• rosellem
    +2

    We were able to fix it because the depression was an opportunity to push through reforms that otherwise might never have happened. Without such a major economic event, I don't see it happening again. It will get worse before it gets better.

    • spaceghoti
      +2

      I really didn't mean it to be a direct correlation. The "Golden Age" of the 1920s was followed by the economic crisis of the 1930s. We've since learned how to avoid allowing such crisis to cripple the entire nation but we're still plagued by elite interests who aren't interested in sharing anything. People aren't hungry enough for modern distractions to stop working, but it does seem like we're headed in that direction.

      • rosellem
        +3

        We've since learned how to avoid allowing such crisis to cripple the entire nation

        That's what worries me.
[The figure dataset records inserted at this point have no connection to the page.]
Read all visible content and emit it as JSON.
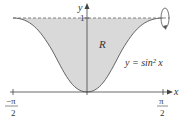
{
  "figure": {
    "curve_label": "y = sin² x",
    "region_label": "R",
    "x_axis_label": "x",
    "y_axis_label": "y",
    "y_tick_label": "1",
    "x_left_tick": {
      "numerator": "−π",
      "denominator": "2"
    },
    "x_right_tick": {
      "numerator": "π",
      "denominator": "2"
    },
    "colors": {
      "region_fill": "#d9d9d9",
      "curve": "#555555",
      "axes": "#444444",
      "dashed_line": "#777777"
    },
    "rotation_axis": "y = 1"
  }
}
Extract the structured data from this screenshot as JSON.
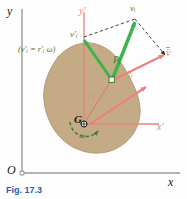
{
  "figure": {
    "caption": "Fig. 17.3",
    "domain_note": "rigid-body kinematics diagram"
  },
  "axes": {
    "fixed": {
      "origin_label": "O",
      "x_label": "x",
      "y_label": "y",
      "color": "#9a9a9a"
    },
    "centroidal": {
      "origin_label": "G",
      "x_label": "x′",
      "y_label": "y′",
      "color": "#e6857a"
    }
  },
  "body": {
    "name": "rigid-body-slab",
    "fill": "#c4ab86",
    "stroke": "#b09a77"
  },
  "points": [
    {
      "id": "G",
      "label": "G",
      "color": "#1a1a1a"
    },
    {
      "id": "Pi",
      "label": "Pᵢ",
      "color": "#3f7a3a"
    }
  ],
  "vectors": [
    {
      "id": "v_i",
      "label": "vᵢ",
      "color": "#3bb54a",
      "style": "solid",
      "desc": "absolute velocity of particle Pi"
    },
    {
      "id": "v_i_prime",
      "label": "v′ᵢ",
      "color": "#3bb54a",
      "style": "solid",
      "desc": "relative velocity of Pi with respect to G"
    },
    {
      "id": "v_bar_G",
      "label": "v̄",
      "color": "#e6857a",
      "style": "solid",
      "desc": "velocity of mass center G"
    },
    {
      "id": "v_bar_tip",
      "label": "v̄",
      "color": "#e6857a",
      "style": "solid",
      "desc": "translated velocity of mass center at Pi"
    }
  ],
  "annotations": {
    "relative_speed": "(v′ᵢ = r′ᵢ ω)",
    "position_vector": "r′ᵢ",
    "angular_velocity": "ω"
  },
  "colors": {
    "green": "#3bb54a",
    "dark_green": "#3f7a3a",
    "salmon": "#e6857a",
    "body_tan": "#c4ab86",
    "axis_gray": "#9a9a9a",
    "caption_blue": "#2a5fa8",
    "dashed_black": "#2b2b2b"
  }
}
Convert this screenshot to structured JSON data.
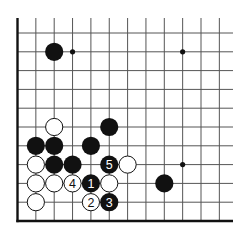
{
  "diagram": {
    "type": "go-board-fragment",
    "corner": "bottom-left",
    "columns_visible": 12,
    "rows_visible": 11,
    "colors": {
      "line": "#555555",
      "edge": "#111111",
      "black": "#111111",
      "white": "#ffffff",
      "background": "#ffffff"
    },
    "star_points": [
      {
        "col": 4,
        "row": 2
      },
      {
        "col": 10,
        "row": 2
      },
      {
        "col": 10,
        "row": 8
      }
    ],
    "stones": [
      {
        "color": "black",
        "col": 3,
        "row": 2,
        "label": ""
      },
      {
        "color": "white",
        "col": 3,
        "row": 6,
        "label": ""
      },
      {
        "color": "black",
        "col": 6,
        "row": 6,
        "label": ""
      },
      {
        "color": "black",
        "col": 2,
        "row": 7,
        "label": ""
      },
      {
        "color": "black",
        "col": 3,
        "row": 7,
        "label": ""
      },
      {
        "color": "black",
        "col": 5,
        "row": 7,
        "label": ""
      },
      {
        "color": "white",
        "col": 2,
        "row": 8,
        "label": ""
      },
      {
        "color": "black",
        "col": 3,
        "row": 8,
        "label": ""
      },
      {
        "color": "black",
        "col": 4,
        "row": 8,
        "label": ""
      },
      {
        "color": "black",
        "col": 6,
        "row": 8,
        "label": "5"
      },
      {
        "color": "white",
        "col": 7,
        "row": 8,
        "label": ""
      },
      {
        "color": "white",
        "col": 2,
        "row": 9,
        "label": ""
      },
      {
        "color": "white",
        "col": 3,
        "row": 9,
        "label": ""
      },
      {
        "color": "white",
        "col": 4,
        "row": 9,
        "label": "4"
      },
      {
        "color": "black",
        "col": 5,
        "row": 9,
        "label": "1"
      },
      {
        "color": "white",
        "col": 6,
        "row": 9,
        "label": ""
      },
      {
        "color": "black",
        "col": 9,
        "row": 9,
        "label": ""
      },
      {
        "color": "white",
        "col": 2,
        "row": 10,
        "label": ""
      },
      {
        "color": "white",
        "col": 5,
        "row": 10,
        "label": "2"
      },
      {
        "color": "black",
        "col": 6,
        "row": 10,
        "label": "3"
      }
    ]
  }
}
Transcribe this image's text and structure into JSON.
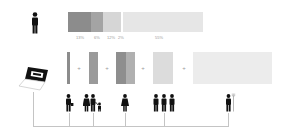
{
  "top_row": {
    "icon": "person-icon",
    "bar": {
      "segments": [
        {
          "label": "13%",
          "color": "#8c8c8c",
          "width": 23
        },
        {
          "label": "6%",
          "color": "#a4a4a4",
          "width": 12
        },
        {
          "label": "12%",
          "color": "#d6d6d6",
          "width": 18
        },
        {
          "label": "2%",
          "color": "#ffffff",
          "width": 2
        },
        {
          "label": "55%",
          "color": "#e6e6e6",
          "width": 80
        }
      ]
    }
  },
  "bottom_row": {
    "source_icon": "laptop-icon",
    "plus_symbol": "+",
    "groups": [
      {
        "name": "worker",
        "icon": "person-briefcase-icon",
        "color": "#8c8c8c"
      },
      {
        "name": "family",
        "icon": "family-icon",
        "color": "#9a9a9a"
      },
      {
        "name": "woman",
        "icon": "woman-icon",
        "color": "#a8a8a8"
      },
      {
        "name": "group",
        "icon": "three-people-icon",
        "color": "#dcdcdc"
      },
      {
        "name": "farmer",
        "icon": "farmer-pitchfork-icon",
        "color": "#ececec"
      }
    ]
  },
  "colors": {
    "icon": "#111111",
    "connector": "#c4c4c4",
    "label": "#9a9a9a"
  }
}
Without a crisis I'm not sure how we get change.

        • spaceghoti
          +1

          We have to learn to create change rather than wait for it to come to us.

      • madjo
        +2

        I'm not sure if we've learned that.

        I mean the big crisis of recent years, that happened because of bank incompetency with their subprime mortgages, was pretty devastating and has widened the income inequality gap considerably.

        • spaceghoti
          +3

          Oh, we know how. Not everyone wants to believe it, but we know how to avoid boom-and-bust cycles and how to avoid entering another Great Depression. Even Bush acknowledged the last part when he lobbied for and signed the TARP bill. The folks who insist that government regulation to prevent and stimulus to cure these problems are actually the cause aren't basing their claims on anything approximating evidence.